It’s All Fake

I can tell as I get ready to write this blog post that it will come out much harsher than I want it to.  But perhaps it’s needed from time to time. This weekend, I attended my first Promise Keepers event. It pretty much matched my expectations for it (i.e. an extra-long “non-denominational” church service). But when the guest band was playing and I saw all the crowd jumping up and down, it just hit me.

It’s all fake.

They want you to think it’s “worship.” They want you to think the Spirit is moving.

But there was absolutely nothing there in the crowd that was not present at the Queensryche/Judas Priest concert I attended last year. About the only difference, besides style of music, was there was no one smoking pot at Promise Keepers.

The videos that they showed just screamed “marketing ploy.” The teaching almost got dangerously close to ankle-depth (but only on rare occasions–wouldn’t want to spook anyone in attendance, ya know).

And the song lyrics. The crowd really seemed to like the line about how in heaven “religion finally dies” seeing as how they screamed it out really loud each of the thirty-seven times it was repeated in the song. This immediately preceded the chorus about how they’d be “dancing with my Father God in fields of grace.” And I couldn’t help but think, “Who’s the Father? Oh wait–that’s defined by religion. What’s grace? Oh wait–that’s defined by religion. Hmmm, by self-acknowledgement, these are just labels with no meaning.”

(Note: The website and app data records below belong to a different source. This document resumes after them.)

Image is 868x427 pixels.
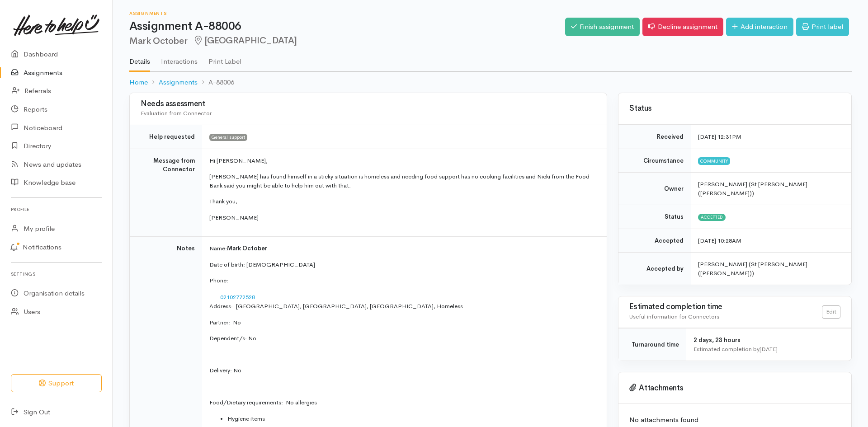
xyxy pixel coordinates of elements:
h6: Assignments [129,11,565,16]
td: Message from Connector [130,149,202,237]
h2: Mark October [129,36,565,46]
p: [PERSON_NAME] has found himself in a sticky situation is homeless and needing food support has no... [209,172,596,189]
li: Hygiene items [227,414,596,423]
a: Home [129,77,148,88]
p: Partner: No [209,318,596,327]
p: Address: [GEOGRAPHIC_DATA], [GEOGRAPHIC_DATA], [GEOGRAPHIC_DATA], Homeless [209,302,596,311]
td: Turnaround time [619,328,687,361]
time: [DATE] 12:31PM [698,133,742,141]
h3: Status [630,104,840,113]
p: [PERSON_NAME] [209,213,596,222]
td: Status [619,205,691,229]
a: Add interaction [726,18,794,36]
td: Circumstance [619,149,691,173]
td: Owner [619,173,691,205]
p: Name: [209,244,596,253]
h6: Settings [11,268,102,280]
nav: breadcrumb [129,72,852,93]
h3: Needs assessment [141,100,596,108]
span: Accepted [698,214,726,221]
a: Interactions [161,45,197,71]
span: Useful information for Connectors [630,312,719,320]
p: Food/Dietary requirements: No allergies [209,398,596,407]
li: A-88006 [197,77,234,88]
p: Date of birth: [DEMOGRAPHIC_DATA] [209,261,596,270]
span: Evaluation from Connector [141,109,211,117]
p: Phone: [209,276,596,285]
td: Accepted by [619,253,691,285]
p: No attachments found [630,415,840,425]
a: Edit [822,305,840,319]
p: Thank you, [209,197,596,206]
a: Decline assignment [643,18,723,36]
a: Details [129,45,150,72]
td: Accepted [619,229,691,253]
td: [PERSON_NAME] (St [PERSON_NAME] ([PERSON_NAME])) [691,253,851,285]
a: Print label [796,18,849,36]
button: Support [11,374,102,392]
span: Community [698,157,730,165]
h6: Profile [11,204,102,216]
td: Received [619,125,691,149]
a: Assignments [159,77,197,88]
a: Finish assignment [565,18,640,36]
p: Dependent/s: No [209,334,596,343]
h3: Estimated completion time [630,303,822,311]
h3: Attachments [630,383,840,392]
span: [PERSON_NAME] (St [PERSON_NAME] ([PERSON_NAME])) [698,181,808,197]
p: Delivery: No [209,366,596,375]
span: Mark October [227,245,267,252]
time: [DATE] [760,345,778,353]
a: Print Label [208,45,242,71]
a: 02102772528 [220,293,255,301]
span: General support [209,134,247,141]
td: Help requested [130,125,202,149]
h1: Assignment A-88006 [129,20,565,33]
span: 2 days, 23 hours [694,336,741,344]
p: Hi [PERSON_NAME], [209,156,596,165]
span: [GEOGRAPHIC_DATA] [193,35,297,46]
time: [DATE] 10:28AM [698,237,742,245]
div: Estimated completion by [694,345,840,354]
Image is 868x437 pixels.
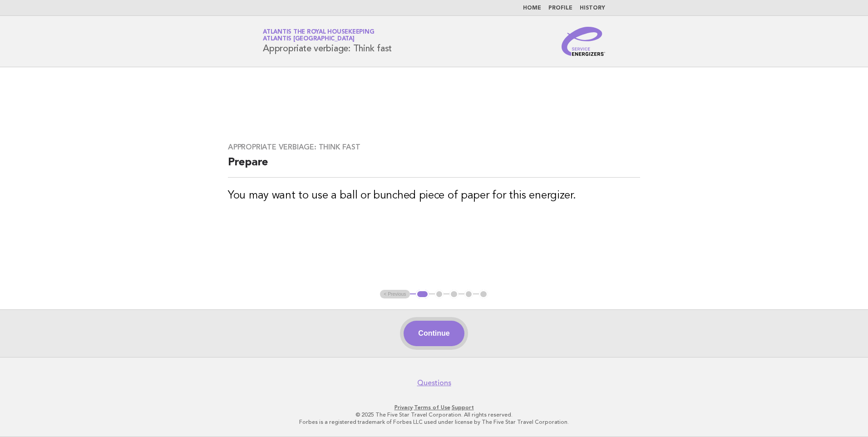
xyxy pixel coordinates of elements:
[548,5,572,11] a: Profile
[156,419,712,426] p: Forbes is a registered trademark of Forbes LLC used under license by The Five Star Travel Corpora...
[228,143,640,152] h3: Appropriate verbiage: Think fast
[263,29,392,53] h1: Appropriate verbiage: Think fast
[452,404,474,411] a: Support
[404,321,464,346] button: Continue
[395,404,412,411] a: Privacy
[228,155,640,178] h2: Prepare
[523,5,541,11] a: Home
[417,378,451,387] a: Questions
[416,290,429,299] button: 1
[414,404,450,411] a: Terms of Use
[263,29,374,42] a: Atlantis the Royal HousekeepingAtlantis [GEOGRAPHIC_DATA]
[580,5,605,11] a: History
[228,189,640,203] h3: You may want to use a ball or bunched piece of paper for this energizer.
[156,411,712,419] p: © 2025 The Five Star Travel Corporation. All rights reserved.
[263,36,354,42] span: Atlantis [GEOGRAPHIC_DATA]
[561,27,605,56] img: Service Energizers
[156,404,712,411] p: · ·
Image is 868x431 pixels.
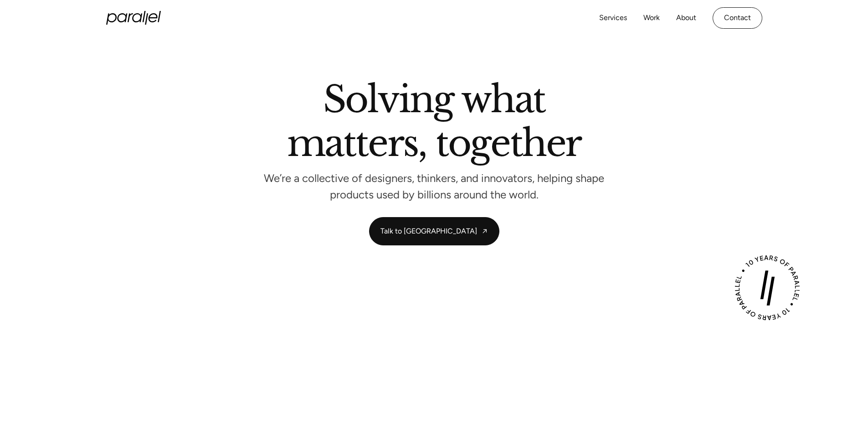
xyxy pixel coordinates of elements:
[106,11,161,24] a: home
[643,11,660,24] a: Work
[712,7,762,29] a: Contact
[599,11,627,24] a: Services
[676,11,696,24] a: About
[263,174,605,199] p: We’re a collective of designers, thinkers, and innovators, helping shape products used by billion...
[287,82,581,165] h2: Solving what matters, together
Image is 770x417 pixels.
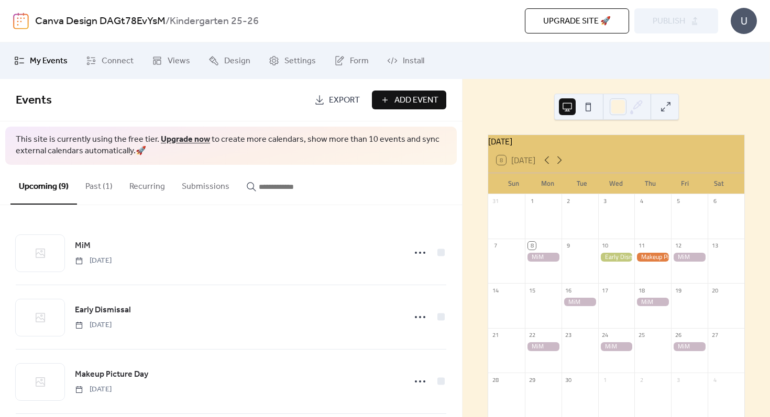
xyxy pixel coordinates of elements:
[667,173,701,194] div: Fri
[201,47,258,75] a: Design
[491,242,499,250] div: 7
[528,376,536,384] div: 29
[161,131,210,148] a: Upgrade now
[168,55,190,68] span: Views
[674,242,682,250] div: 12
[528,242,536,250] div: 8
[599,173,633,194] div: Wed
[77,165,121,204] button: Past (1)
[75,256,112,267] span: [DATE]
[121,165,173,204] button: Recurring
[6,47,75,75] a: My Events
[372,91,446,109] button: Add Event
[394,94,438,107] span: Add Event
[78,47,141,75] a: Connect
[306,91,368,109] a: Export
[173,165,238,204] button: Submissions
[350,55,369,68] span: Form
[671,253,708,262] div: MiM
[711,332,719,339] div: 27
[379,47,432,75] a: Install
[637,197,645,205] div: 4
[543,15,611,28] span: Upgrade site 🚀
[702,173,736,194] div: Sat
[711,286,719,294] div: 20
[528,286,536,294] div: 15
[13,13,29,29] img: logo
[637,242,645,250] div: 11
[528,332,536,339] div: 22
[634,253,671,262] div: Makeup Picture Day
[284,55,316,68] span: Settings
[403,55,424,68] span: Install
[565,173,599,194] div: Tue
[170,12,259,31] b: Kindergarten 25-26
[674,376,682,384] div: 3
[528,197,536,205] div: 1
[711,376,719,384] div: 4
[75,240,91,252] span: MiM
[674,286,682,294] div: 19
[601,376,609,384] div: 1
[601,197,609,205] div: 3
[671,343,708,351] div: MiM
[634,298,671,307] div: MiM
[224,55,250,68] span: Design
[491,286,499,294] div: 14
[326,47,377,75] a: Form
[637,376,645,384] div: 2
[329,94,360,107] span: Export
[10,165,77,205] button: Upcoming (9)
[711,197,719,205] div: 6
[16,89,52,112] span: Events
[165,12,170,31] b: /
[491,332,499,339] div: 21
[75,368,148,382] a: Makeup Picture Day
[731,8,757,34] div: U
[561,298,598,307] div: MiM
[711,242,719,250] div: 13
[674,332,682,339] div: 26
[637,332,645,339] div: 25
[633,173,667,194] div: Thu
[525,253,561,262] div: MiM
[598,253,635,262] div: Early Dismissal
[637,286,645,294] div: 18
[565,332,572,339] div: 23
[565,286,572,294] div: 16
[35,12,165,31] a: Canva Design DAGt78EvYsM
[75,304,131,317] a: Early Dismissal
[16,134,446,158] span: This site is currently using the free tier. to create more calendars, show more than 10 events an...
[525,343,561,351] div: MiM
[601,332,609,339] div: 24
[491,197,499,205] div: 31
[102,55,134,68] span: Connect
[75,320,112,331] span: [DATE]
[601,286,609,294] div: 17
[75,369,148,381] span: Makeup Picture Day
[531,173,565,194] div: Mon
[496,173,531,194] div: Sun
[491,376,499,384] div: 28
[565,376,572,384] div: 30
[261,47,324,75] a: Settings
[75,384,112,395] span: [DATE]
[565,242,572,250] div: 9
[525,8,629,34] button: Upgrade site 🚀
[565,197,572,205] div: 2
[488,135,744,148] div: [DATE]
[601,242,609,250] div: 10
[30,55,68,68] span: My Events
[75,239,91,253] a: MiM
[674,197,682,205] div: 5
[144,47,198,75] a: Views
[598,343,635,351] div: MiM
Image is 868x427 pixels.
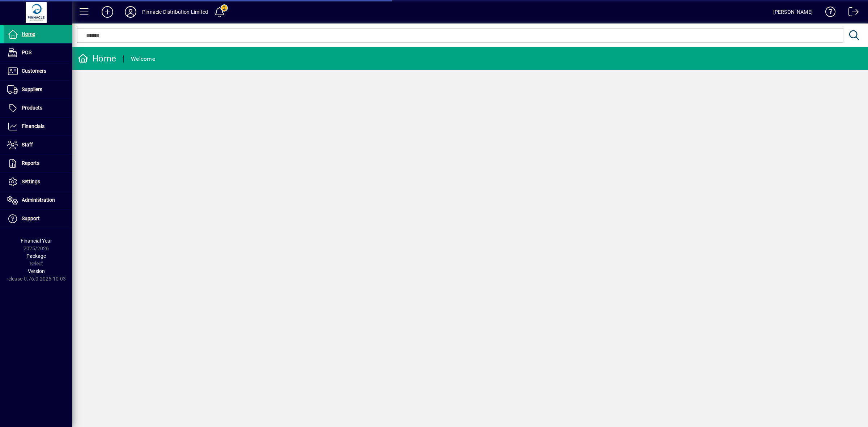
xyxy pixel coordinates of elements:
[22,68,46,74] span: Customers
[22,31,35,37] span: Home
[4,44,73,62] a: POS
[4,80,73,99] a: Suppliers
[22,86,42,92] span: Suppliers
[4,173,73,191] a: Settings
[774,6,813,18] div: [PERSON_NAME]
[4,99,73,117] a: Products
[78,53,116,65] div: Home
[28,268,45,274] span: Version
[843,1,859,25] a: Logout
[22,105,42,111] span: Products
[4,136,73,154] a: Staff
[22,160,40,166] span: Reports
[131,53,155,65] div: Welcome
[26,253,46,259] span: Package
[21,238,52,244] span: Financial Year
[96,5,119,18] button: Add
[22,178,40,185] span: Settings
[4,62,73,80] a: Customers
[820,1,836,25] a: Knowledge Base
[22,123,44,129] span: Financials
[22,197,55,203] span: Administration
[22,216,40,221] span: Support
[119,5,142,18] button: Profile
[4,210,73,228] a: Support
[4,191,73,210] a: Administration
[22,142,33,147] span: Staff
[22,49,32,55] span: POS
[4,118,73,136] a: Financials
[4,154,73,172] a: Reports
[142,6,208,18] div: Pinnacle Distribution Limited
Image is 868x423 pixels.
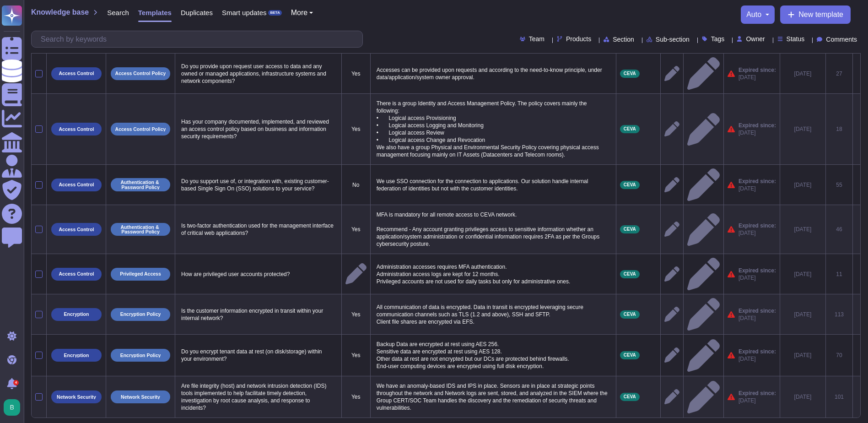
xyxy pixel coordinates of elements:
span: New template [798,11,843,18]
div: [DATE] [784,126,822,132]
div: [DATE] [784,310,822,318]
p: Backup Data are encrypted at rest using AES 256. Sensitive data are encrypted at rest using AES 1... [375,338,612,372]
p: Yes [345,351,366,359]
span: Expired since: [738,222,776,229]
span: Owner [746,35,765,42]
span: [DATE] [738,229,776,237]
p: How are privileged user accounts protected? [179,268,338,280]
p: Privileged Access [120,272,161,276]
p: Access Control Policy [115,127,166,132]
p: Yes [345,393,366,400]
span: CEVA [624,312,636,317]
p: Yes [345,70,366,77]
div: 55 [830,181,849,188]
span: [DATE] [738,185,776,192]
span: Section [613,36,635,42]
p: Is the customer information encrypted in transit within your internal network? [179,305,338,324]
p: Yes [345,126,366,132]
p: There is a group Identity and Access Management Policy. The policy covers mainly the following: •... [375,98,612,160]
span: [DATE] [738,129,776,136]
div: 70 [830,351,849,359]
p: Has your company documented, implemented, and reviewed an access control policy based on business... [179,116,338,143]
span: CEVA [624,353,636,358]
p: We have an anomaly-based IDS and IPS in place. Sensors are in place at strategic points throughou... [375,380,612,413]
div: 4 [13,380,18,385]
div: [DATE] [784,226,822,233]
div: 46 [830,226,849,233]
div: 113 [830,310,849,318]
span: [DATE] [738,315,776,321]
span: Smart updates [222,9,267,16]
button: New template [780,5,851,24]
p: Access Control [59,71,93,76]
span: CEVA [624,183,636,187]
span: CEVA [624,127,636,131]
div: BETA [268,10,281,16]
p: Authentication & Password Policy [114,224,167,234]
span: More [291,9,308,16]
p: Are file integrity (host) and network intrusion detection (IDS) tools implemented to help facilit... [179,380,338,413]
div: 101 [830,393,849,400]
p: Access Control Policy [115,71,166,76]
span: Templates [139,9,171,16]
span: [DATE] [738,396,776,404]
img: user [3,399,20,415]
input: Search by keywords [36,31,362,47]
button: user [2,397,27,418]
p: Yes [345,226,366,233]
span: [DATE] [738,74,776,81]
p: Encryption Policy [120,353,161,358]
p: Encryption Policy [120,312,161,317]
span: CEVA [624,227,636,231]
div: 11 [830,270,849,278]
div: [DATE] [784,270,822,278]
span: Expired since: [738,66,776,74]
div: [DATE] [784,70,822,77]
span: CEVA [624,272,636,276]
button: More [291,9,313,16]
p: Network Security [121,394,160,399]
span: Expired since: [738,348,776,355]
p: Access Control [59,182,93,187]
div: 27 [830,70,849,77]
span: [DATE] [738,274,776,281]
p: Access Control [59,227,93,232]
p: Administration accesses requires MFA authentication. Administration access logs are kept for 12 m... [375,261,612,287]
span: auto [747,11,762,18]
button: auto [747,11,769,18]
span: Expired since: [738,267,776,274]
p: Do you provide upon request user access to data and any owned or managed applications, infrastruc... [179,61,338,87]
p: All communication of data is encrypted. Data in transit is encrypted leveraging secure communicat... [375,301,612,327]
p: Do you encrypt tenant data at rest (on disk/storage) within your environment? [179,345,338,365]
span: Expired since: [738,177,776,185]
span: Search [107,9,129,16]
span: Expired since: [738,390,776,396]
div: [DATE] [784,181,822,188]
span: CEVA [624,72,636,76]
p: Network Security [57,394,96,399]
span: Tags [711,35,725,42]
span: Comments [826,36,857,42]
p: Access Control [59,127,93,132]
div: [DATE] [784,351,822,359]
span: Status [787,35,805,42]
span: Products [566,35,591,42]
span: Team [529,35,545,42]
span: Knowledge base [31,9,89,16]
span: Sub-section [656,36,690,42]
p: Is two-factor authentication used for the management interface of critical web applications? [179,220,338,239]
p: MFA is mandatory for all remote access to CEVA network. Recommend - Any account granting privileg... [375,209,612,250]
p: Accesses can be provided upon requests and according to the need-to-know principle, under data/ap... [375,64,612,83]
p: Yes [345,310,366,318]
p: Authentication & Password Policy [114,180,167,190]
span: Expired since: [738,121,776,129]
div: 18 [830,126,849,132]
p: We use SSO connection for the connection to applications. Our solution handle internal federation... [375,175,612,194]
span: Duplicates [181,9,213,16]
span: CEVA [624,394,636,399]
p: Do you support use of, or integration with, existing customer-based Single Sign On (SSO) solution... [179,175,338,194]
p: Access Control [59,272,93,276]
p: No [345,181,366,188]
span: [DATE] [738,355,776,362]
span: Expired since: [738,307,776,315]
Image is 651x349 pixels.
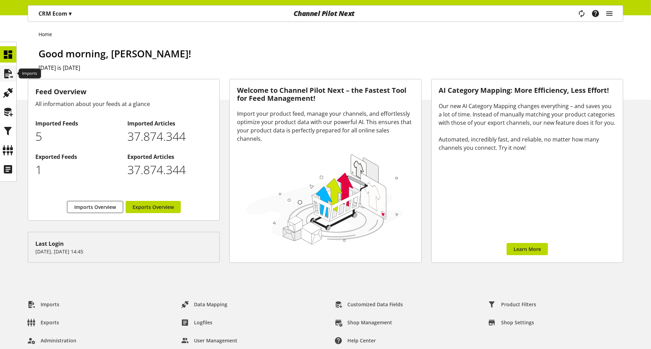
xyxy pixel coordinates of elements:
div: Our new AI Category Mapping changes everything – and saves you a lot of time. Instead of manually... [439,102,616,152]
a: Exports Overview [126,201,181,213]
p: 37874344 [127,127,212,145]
a: Imports Overview [67,201,123,213]
div: Imports [19,69,41,78]
p: 5 [35,127,120,145]
h2: Imported Articles [127,119,212,127]
a: Logfiles [176,316,218,328]
h3: AI Category Mapping: More Efficiency, Less Effort! [439,86,616,94]
span: Shop Management [348,318,393,326]
img: 78e1b9dcff1e8392d83655fcfc870417.svg [244,151,405,246]
p: CRM Ecom [39,9,72,18]
span: Imports Overview [74,203,116,210]
div: All information about your feeds at a glance [35,100,212,108]
span: Shop Settings [501,318,534,326]
p: 1 [35,161,120,178]
p: 37874344 [127,161,212,178]
span: Learn More [514,245,541,252]
a: Customized Data Fields [330,298,409,310]
span: User Management [194,336,238,344]
h2: [DATE] is [DATE] [39,64,624,72]
span: Imports [41,300,59,308]
div: Last Login [35,239,212,248]
a: Shop Settings [483,316,540,328]
a: Shop Management [330,316,398,328]
a: Data Mapping [176,298,233,310]
h3: Welcome to Channel Pilot Next – the Fastest Tool for Feed Management! [237,86,414,102]
span: Administration [41,336,76,344]
a: Imports [22,298,65,310]
div: Import your product feed, manage your channels, and effortlessly optimize your product data with ... [237,109,414,143]
span: Good morning, [PERSON_NAME]! [39,47,191,60]
a: User Management [176,334,243,347]
a: Help center [330,334,382,347]
span: Customized Data Fields [348,300,403,308]
span: Product Filters [501,300,536,308]
span: ▾ [69,10,72,17]
span: Exports [41,318,59,326]
h2: Imported Feeds [35,119,120,127]
a: Exports [22,316,65,328]
a: Administration [22,334,82,347]
span: Help center [348,336,376,344]
a: Product Filters [483,298,542,310]
span: Data Mapping [194,300,227,308]
p: [DATE], [DATE] 14:45 [35,248,212,255]
span: Exports Overview [133,203,174,210]
a: Learn More [507,243,548,255]
span: Logfiles [194,318,213,326]
nav: main navigation [28,5,624,22]
h3: Feed Overview [35,86,212,97]
h2: Exported Articles [127,152,212,161]
h2: Exported Feeds [35,152,120,161]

This is nothing more than postmodernism dressed up to appear as a “move of the Spirit.” Is this what Evangelicalism has come to now? 99.4% content free?

Apparently so.

There were 400 people who came up the first night and “gave their lives to Christ.” Of course, one of my friends I attended the conference with reminded me that he had gone up to altar calls about 10 times in his life. That’s because the speakers were quite good at making you feel guilty for not going up and performing your dog and pony show. And naturally, if someone showed up we have to accept that it was genuine. No need to demonstrate the fruits of faith, no sir.  That would be divisive.

If you go up then you’re automatically saved. You don’t have to change your life or anything because: “God loves you just as you are!” So why think that He’ll want to change you? (In point of fact, God does NOT love you just as you are. If anything, He loves you in spite of what you are, and He most certainly does not want you to remain where you are.)

Saying that could offend some people, and that is the only real sin left in this world. After all, everyone has basically good hearts. We have all these wonderful good intentions that tickle our toes with tingling excitement. God loves us as we are because, darn it, we deserve to be loved just as we are.

After all, it’s not our faith in Christ that matters…it’s His faith in us. God’s just sitting up there in heaven waiting for us to allow Him to be God. He’s just wishing someone would give Him permission to rule His creation. He’s just longing for acceptance and a sense of belonging. If we don’t give it to Him, why God might shed a tear or something.

Oh yeah–if you’re looking for that in the Bible, well you gotta adjust a couple of passages of Scripture. It helps if you read “The Message” instead of an actual translation, for starters. And it also helps a lot if you jump from version to version, always using the one that is closest to what you want it to say in any particular passage. Quote the NIV on one verse, KJV on another, Amplified Version on a third and suddenly you can make the Bible say pretty much anything you want it to say. You know, like how you’ll be dancing with the Father God in fields of grace. I’m pretty sure that’s in Ezekiel or something.

So don’t worry about it. Religion will finally die, ya know. It’ll finally catch up to the faith of the modern American Evangelical!

Yeah, yeah.  I know.  This is an “outreach” ministry.  It’s not supposed to be “deep” because it’s “reaching out.”  But that doesn’t explain the hundreds and thousands of people who’ve been to more than one Promise Keepers event.  It doesn’t explain the fact that people don’t want to make their brain hurt so they avoid anything that might challenge their comfort zone.

I wonder how much God is really glorified by this.  I have to say, as far as I can see, the answer is: “not much.”

About CalvinDude

In real life, CalvinDude is known as Peter Pike. Peter is an author who lives in Colorado. He is a Presbyterian (more or less) and is sane (more or less). Other than that, the less you know the better off you are.